My dispute with Levine turns upon a question of literary history, but it has wider ramifications. He has deduced from Victorian and modern novels that between 1850 and 1920 certain changes took place in the rules that guided both scientists and literary men in their efforts to give form to “the unmediated reality” around them. The novels he has read with notable vigor and power are deemed to embody these changes. But the rules, these axioms of cognition, don’t change often or quickly: a different set of novels—e.g., by the writers I’ve mentioned—would support that conviction. Levine implies a fairly direct relation between nineteenth-century science and epistemology and the corresponding novels. But novelists are often remarkably selective in what they choose to care about.

Mention of Fredric Jameson reminds me that, far from accepting the demise or transcendence of Realism, he has called for a new Realism mainly in Lukács’s terms, going back to his History and Class Consciousness (1923). Such a realism would involve, in Jameson’s version, “the forcible reopening of access to a sense of society as a totality, and the reinvention of possibilities of cognition and perception that allow social phenomena once again to become transparent, as moments of the struggle between classes.” Jameson knows that one of the effects of a capitalist system is the confusion that comes from class: he thinks of it as damage, but that the damage can be undone. I don’t share his sense of damage, or his particular form of hope. Workers in every capitalist country are trampling upon one another to get into the middle class; I doubt most of them have desires distinct from a bourgeois image of fulfillment. Historical nostalgia is Jameson’s problem; he has a Marxist solution, so he needs a Marxist predicament to which it can be applied.

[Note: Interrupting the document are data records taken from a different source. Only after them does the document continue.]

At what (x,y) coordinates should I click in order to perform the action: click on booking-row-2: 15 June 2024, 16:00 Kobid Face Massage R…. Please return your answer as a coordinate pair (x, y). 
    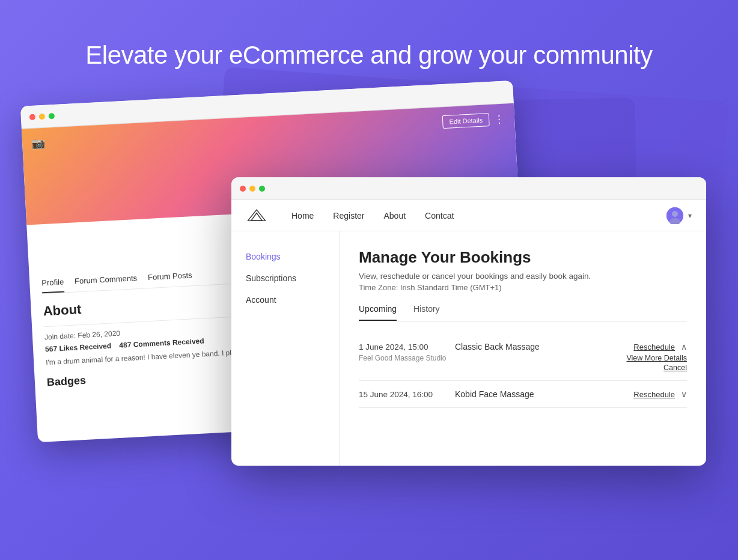
    Looking at the image, I should click on (523, 394).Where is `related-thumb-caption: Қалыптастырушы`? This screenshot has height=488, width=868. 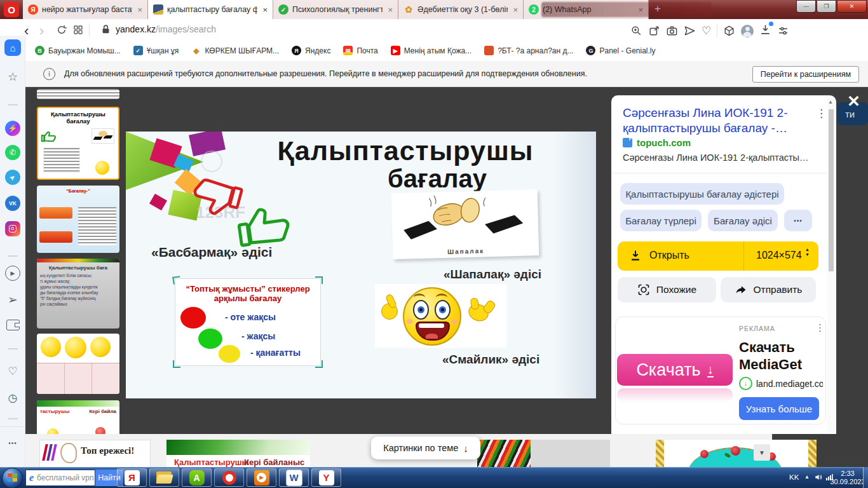 related-thumb-caption: Қалыптастырушы is located at coordinates (212, 463).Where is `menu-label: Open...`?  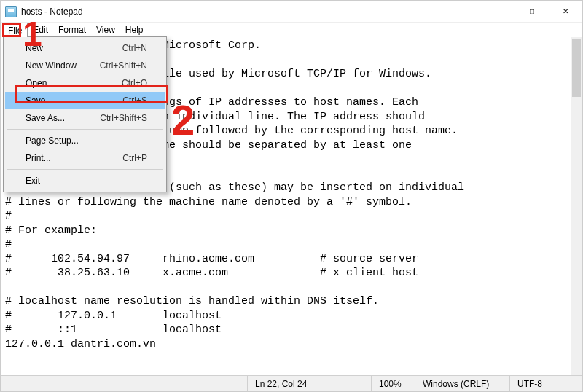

Levine’s argument is that nineteenth-century Realism stayed fairly confidently in possession of itself and of the experience it negotiated only for a relatively short time. Subversion began early. Or at least misgivings about Realism and its ability to keep its promises. I’m not convinced: I think the rhythm of literary history, as he senses it, has forced him into a premature narrative. I take heart from Auerbach’s Mimesis (1946), a study of the representation of reality in Western literature.

Auerbach finds it reasonable to examine texts from the Old Testament and the Odyssey to Virginia Woolf’s To the Lighthouse, and to refer without fuss to “Homer’s realism.” In the last chapter Woolf’s Mrs. Ramsay is the reality to be represented, and Auerbach’s account of To the Lighthouse clarifies “the design of a close approach to objective reality by means of numerous subjective impressions received by various individuals and at various times.” If it is possible to speak of Homer’s realism and then of Virginia Woolf’s realism, without sinking their differences, the reason is that Realism, in some flexibly defined sense, is perennial. The merit of Auerbach’s method—his book consists of a series of closely analyzed examples of literary representation, ancient and modern—is that it does not require him to present Realism as doomed, at every moment, to face its dying into something else.

We come back to the first question. Why should anyone care? What is at stake in a dispute about Realism? The answer is that Realism, like every form of opposition to it, is an ideology, a force of society that pretends to be a force of nature and acts upon that pretense. If I say, citing Auerbach in support, that Realism is perennial, I am trying to gain for a preference something of the authority attaching to a law of nature. Every ideology is an attempt to gain power and hold it: the only future an ideology wants is one of power. The literature of Realism is an attempt to prescribe the terms, the sense of life, the sense of the world, in which power will be exercised. That is why it matters. The fact that the power of literature is notional rather than real displaces the consideration of power from actions to attitudes; but some attitudes become actions in the long run, and then their power becomes evident.